Judge orders release of Venezuelan mother and child

- File photo
- File photo

ANOTHER High Court judge has ordered the release of two more Venezuelans from the State’s detention facility at the heliport in Chaguaramas, by 4 pm on Wednesday.

In a ruling delivered late on Tuesday, Justice Nadia Kangaloo ordered that the mother and child be put under orders of supervision.

The judge was ruling on a writ of habeas corpus filed for the two, who have been at the facility since November.

Their lawyers applied for the writ after the National Security Minister issued deportation orders for them in January, despite the State's having given an undertaking not to deport them until their constitutional claims were heard and determined.

In her decision, Kangaloo said there would be no detriment if the two were released, since the State had advanced in its evidence the costs associated with housing them on a monthly basis. Their conditional release, along with that of scores of others, is dependent on the outcome of a constitutional claim which has been docketed to Justice Avason Quinlan-Williams.

Kangaloo said the State had not advanced, in evidence, any cogent reason for believing that the mother and child will contribute to the risk to national security or the country’s financial constraints.

She said while she appreciated the peculiar and challenging circumstances facing the State owing to the covid19 pandemic, and its duty to protect TT citizens, she could not take the “big-picture” approach to the detention of the two.

“The court finds that while the initial detention of the applicants may have been lawful, in the circumstances of this particular case, their continued detention is not.

‘The State cannot effect the deportation of the applicants at this time, as there is in place an injunction from my learned sister preventing this. It would be presumptuous of the State to insist that it can detain these applicants pending deportation when that deportation is itself subject to the outcome of the constitutional motion. In effect, the State is asking this court to permit the applicants to be detained indefinitely.

“The court asks itself how such a continued detention can be deemed lawful.”

She said she was not satisfied that it was appropriate to detain the two, especially a child, under conditions that are less than ideal. since the heliport is being used to quarantine migrants.

Kangaloo also said the child was being detained pursuant to an unwritten policy about which the State has failed to give evidence.

The mother and child were among the group of Venezuelans who returned to Trinidad two days after they were escorted out of TT waters by the Coast Guard.

So far almost 20 of them have been ordered released until Quinlan-Williams decides on the constitutional claim.

The attorneys representing a mother and son have appealed another judge’s dismissal of their habeas-corpus application. A similar action is expected to be filed for one woman in the group who tested positive for covid19.

Representing them are attorneys Gerald Ramdeen, Umesh Maharaj and Dayadai Harripaul. The State was represented by Senior Counsel Fyard Hosein, Amirah Rahaman and Hillary Mudeen.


• [ASSIGNMENT]
Keep the pictures out, please, and set down every record exactly.

Figure content listings
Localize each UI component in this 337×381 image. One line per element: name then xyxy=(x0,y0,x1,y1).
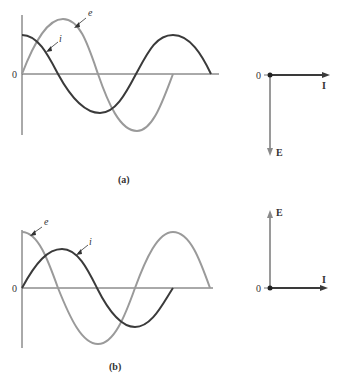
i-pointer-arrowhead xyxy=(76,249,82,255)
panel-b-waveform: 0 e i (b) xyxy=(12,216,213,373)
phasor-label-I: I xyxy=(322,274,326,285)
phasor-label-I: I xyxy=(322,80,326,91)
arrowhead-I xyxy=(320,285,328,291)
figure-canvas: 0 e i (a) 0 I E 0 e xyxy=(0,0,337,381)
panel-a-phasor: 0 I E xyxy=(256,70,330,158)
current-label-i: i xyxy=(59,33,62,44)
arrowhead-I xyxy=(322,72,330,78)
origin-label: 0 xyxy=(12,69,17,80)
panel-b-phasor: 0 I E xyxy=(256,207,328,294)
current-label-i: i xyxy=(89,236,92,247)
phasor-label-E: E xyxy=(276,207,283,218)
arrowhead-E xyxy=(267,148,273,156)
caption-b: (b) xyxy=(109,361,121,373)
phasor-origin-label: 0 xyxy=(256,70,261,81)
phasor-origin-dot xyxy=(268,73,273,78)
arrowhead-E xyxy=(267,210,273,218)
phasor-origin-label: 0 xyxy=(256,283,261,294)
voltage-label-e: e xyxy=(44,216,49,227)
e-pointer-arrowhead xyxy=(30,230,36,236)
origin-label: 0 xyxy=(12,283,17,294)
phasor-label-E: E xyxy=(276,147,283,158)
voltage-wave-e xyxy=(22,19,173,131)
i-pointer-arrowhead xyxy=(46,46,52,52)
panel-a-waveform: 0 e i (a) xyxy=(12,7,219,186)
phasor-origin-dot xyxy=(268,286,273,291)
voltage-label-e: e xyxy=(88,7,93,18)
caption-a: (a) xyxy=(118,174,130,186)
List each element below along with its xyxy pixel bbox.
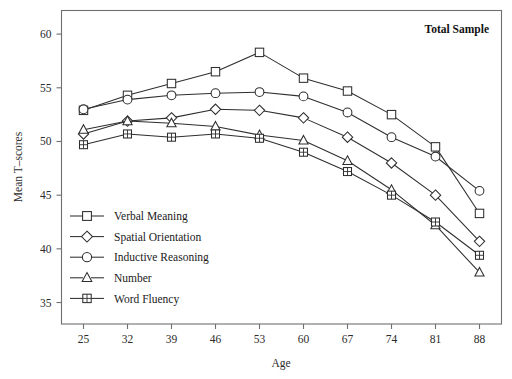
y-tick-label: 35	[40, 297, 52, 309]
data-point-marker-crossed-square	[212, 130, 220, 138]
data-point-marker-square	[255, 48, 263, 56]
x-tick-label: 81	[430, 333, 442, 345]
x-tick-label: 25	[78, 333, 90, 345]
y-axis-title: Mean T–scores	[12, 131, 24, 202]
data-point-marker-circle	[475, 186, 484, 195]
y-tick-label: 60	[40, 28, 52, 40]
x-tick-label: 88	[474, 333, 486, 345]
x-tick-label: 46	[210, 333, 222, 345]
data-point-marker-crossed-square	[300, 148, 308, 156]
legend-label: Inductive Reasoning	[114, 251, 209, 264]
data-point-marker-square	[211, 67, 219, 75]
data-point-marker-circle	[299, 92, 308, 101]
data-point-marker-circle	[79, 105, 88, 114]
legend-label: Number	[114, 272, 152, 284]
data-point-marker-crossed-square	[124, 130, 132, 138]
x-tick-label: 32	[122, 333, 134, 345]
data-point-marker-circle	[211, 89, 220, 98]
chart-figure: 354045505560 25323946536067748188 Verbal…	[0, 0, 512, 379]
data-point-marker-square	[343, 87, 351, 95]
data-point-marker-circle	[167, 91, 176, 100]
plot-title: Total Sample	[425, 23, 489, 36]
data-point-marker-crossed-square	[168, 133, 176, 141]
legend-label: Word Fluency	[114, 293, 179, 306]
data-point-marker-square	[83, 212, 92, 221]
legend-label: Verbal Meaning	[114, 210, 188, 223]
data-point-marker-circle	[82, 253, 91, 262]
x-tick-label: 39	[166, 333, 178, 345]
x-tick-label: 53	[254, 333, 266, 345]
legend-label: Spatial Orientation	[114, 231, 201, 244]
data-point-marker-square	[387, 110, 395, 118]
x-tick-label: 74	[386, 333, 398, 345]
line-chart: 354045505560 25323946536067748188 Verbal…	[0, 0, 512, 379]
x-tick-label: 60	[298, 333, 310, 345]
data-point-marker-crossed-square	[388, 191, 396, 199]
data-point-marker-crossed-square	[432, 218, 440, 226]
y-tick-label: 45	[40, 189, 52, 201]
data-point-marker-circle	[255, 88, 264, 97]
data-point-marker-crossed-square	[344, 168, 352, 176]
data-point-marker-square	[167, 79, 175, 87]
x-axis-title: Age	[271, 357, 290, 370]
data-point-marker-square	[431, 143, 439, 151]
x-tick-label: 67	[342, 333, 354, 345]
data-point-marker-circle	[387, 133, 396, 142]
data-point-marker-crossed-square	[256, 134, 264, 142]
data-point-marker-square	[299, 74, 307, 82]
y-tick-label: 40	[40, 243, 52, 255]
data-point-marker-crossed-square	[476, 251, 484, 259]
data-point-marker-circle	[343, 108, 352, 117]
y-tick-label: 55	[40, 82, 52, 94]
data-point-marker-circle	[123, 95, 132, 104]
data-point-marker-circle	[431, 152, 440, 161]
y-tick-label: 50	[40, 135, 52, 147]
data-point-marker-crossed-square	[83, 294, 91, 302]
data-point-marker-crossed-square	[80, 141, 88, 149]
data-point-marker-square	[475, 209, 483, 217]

• [RESULT FOR THIS EXERCISE]
Localize each UI component in this 337×381 image. One line per element: name then xyxy=(x0,y0,x1,y1).
i-pointer-arrowhead xyxy=(76,249,82,255)
panel-b-waveform: 0 e i (b) xyxy=(12,216,213,373)
phasor-label-I: I xyxy=(322,274,326,285)
phasor-label-I: I xyxy=(322,80,326,91)
arrowhead-I xyxy=(320,285,328,291)
figure-canvas: 0 e i (a) 0 I E 0 e xyxy=(0,0,337,381)
panel-a-phasor: 0 I E xyxy=(256,70,330,158)
current-label-i: i xyxy=(59,33,62,44)
arrowhead-I xyxy=(322,72,330,78)
origin-label: 0 xyxy=(12,69,17,80)
panel-b-phasor: 0 I E xyxy=(256,207,328,294)
current-label-i: i xyxy=(89,236,92,247)
phasor-label-E: E xyxy=(276,207,283,218)
arrowhead-E xyxy=(267,148,273,156)
caption-b: (b) xyxy=(109,361,121,373)
phasor-origin-label: 0 xyxy=(256,70,261,81)
phasor-origin-dot xyxy=(268,73,273,78)
arrowhead-E xyxy=(267,210,273,218)
phasor-origin-label: 0 xyxy=(256,283,261,294)
voltage-label-e: e xyxy=(44,216,49,227)
e-pointer-arrowhead xyxy=(30,230,36,236)
origin-label: 0 xyxy=(12,283,17,294)
phasor-label-E: E xyxy=(276,147,283,158)
voltage-wave-e xyxy=(22,19,173,131)
i-pointer-arrowhead xyxy=(46,46,52,52)
panel-a-waveform: 0 e i (a) xyxy=(12,7,219,186)
phasor-origin-dot xyxy=(268,286,273,291)
voltage-label-e: e xyxy=(88,7,93,18)
caption-a: (a) xyxy=(118,174,130,186)
List each element below along with its xyxy pixel bbox.
y-tick-label: 35	[40, 297, 52, 309]
data-point-marker-crossed-square	[212, 130, 220, 138]
data-point-marker-square	[255, 48, 263, 56]
x-tick-label: 81	[430, 333, 442, 345]
x-tick-label: 25	[78, 333, 90, 345]
y-axis-title: Mean T–scores	[12, 131, 24, 202]
data-point-marker-circle	[475, 186, 484, 195]
y-tick-label: 60	[40, 28, 52, 40]
x-tick-label: 88	[474, 333, 486, 345]
x-tick-label: 46	[210, 333, 222, 345]
data-point-marker-crossed-square	[300, 148, 308, 156]
legend-label: Inductive Reasoning	[114, 251, 209, 264]
data-point-marker-square	[211, 67, 219, 75]
data-point-marker-circle	[299, 92, 308, 101]
data-point-marker-circle	[79, 105, 88, 114]
legend-label: Number	[114, 272, 152, 284]
data-point-marker-crossed-square	[124, 130, 132, 138]
x-tick-label: 32	[122, 333, 134, 345]
data-point-marker-circle	[211, 89, 220, 98]
chart-figure: 354045505560 25323946536067748188 Verbal…	[0, 0, 512, 379]
data-point-marker-square	[343, 87, 351, 95]
data-point-marker-circle	[167, 91, 176, 100]
plot-title: Total Sample	[425, 23, 489, 36]
data-point-marker-crossed-square	[168, 133, 176, 141]
legend-label: Word Fluency	[114, 293, 179, 306]
data-point-marker-square	[83, 212, 92, 221]
legend-label: Verbal Meaning	[114, 210, 188, 223]
data-point-marker-circle	[82, 253, 91, 262]
x-tick-label: 39	[166, 333, 178, 345]
x-tick-label: 53	[254, 333, 266, 345]
legend-label: Spatial Orientation	[114, 231, 201, 244]
data-point-marker-square	[387, 110, 395, 118]
x-tick-label: 74	[386, 333, 398, 345]
line-chart: 354045505560 25323946536067748188 Verbal…	[0, 0, 512, 379]
x-tick-label: 60	[298, 333, 310, 345]
data-point-marker-crossed-square	[388, 191, 396, 199]
data-point-marker-crossed-square	[432, 218, 440, 226]
y-tick-label: 45	[40, 189, 52, 201]
data-point-marker-circle	[255, 88, 264, 97]
data-point-marker-crossed-square	[344, 168, 352, 176]
data-point-marker-square	[167, 79, 175, 87]
x-axis-title: Age	[271, 357, 290, 370]
data-point-marker-square	[431, 143, 439, 151]
x-tick-label: 67	[342, 333, 354, 345]
data-point-marker-circle	[387, 133, 396, 142]
data-point-marker-crossed-square	[256, 134, 264, 142]
data-point-marker-square	[299, 74, 307, 82]
y-tick-label: 40	[40, 243, 52, 255]
data-point-marker-crossed-square	[476, 251, 484, 259]
data-point-marker-circle	[343, 108, 352, 117]
y-tick-label: 55	[40, 82, 52, 94]
data-point-marker-circle	[123, 95, 132, 104]
data-point-marker-circle	[431, 152, 440, 161]
y-tick-label: 50	[40, 135, 52, 147]
data-point-marker-crossed-square	[83, 294, 91, 302]
data-point-marker-crossed-square	[80, 141, 88, 149]
data-point-marker-square	[475, 209, 483, 217]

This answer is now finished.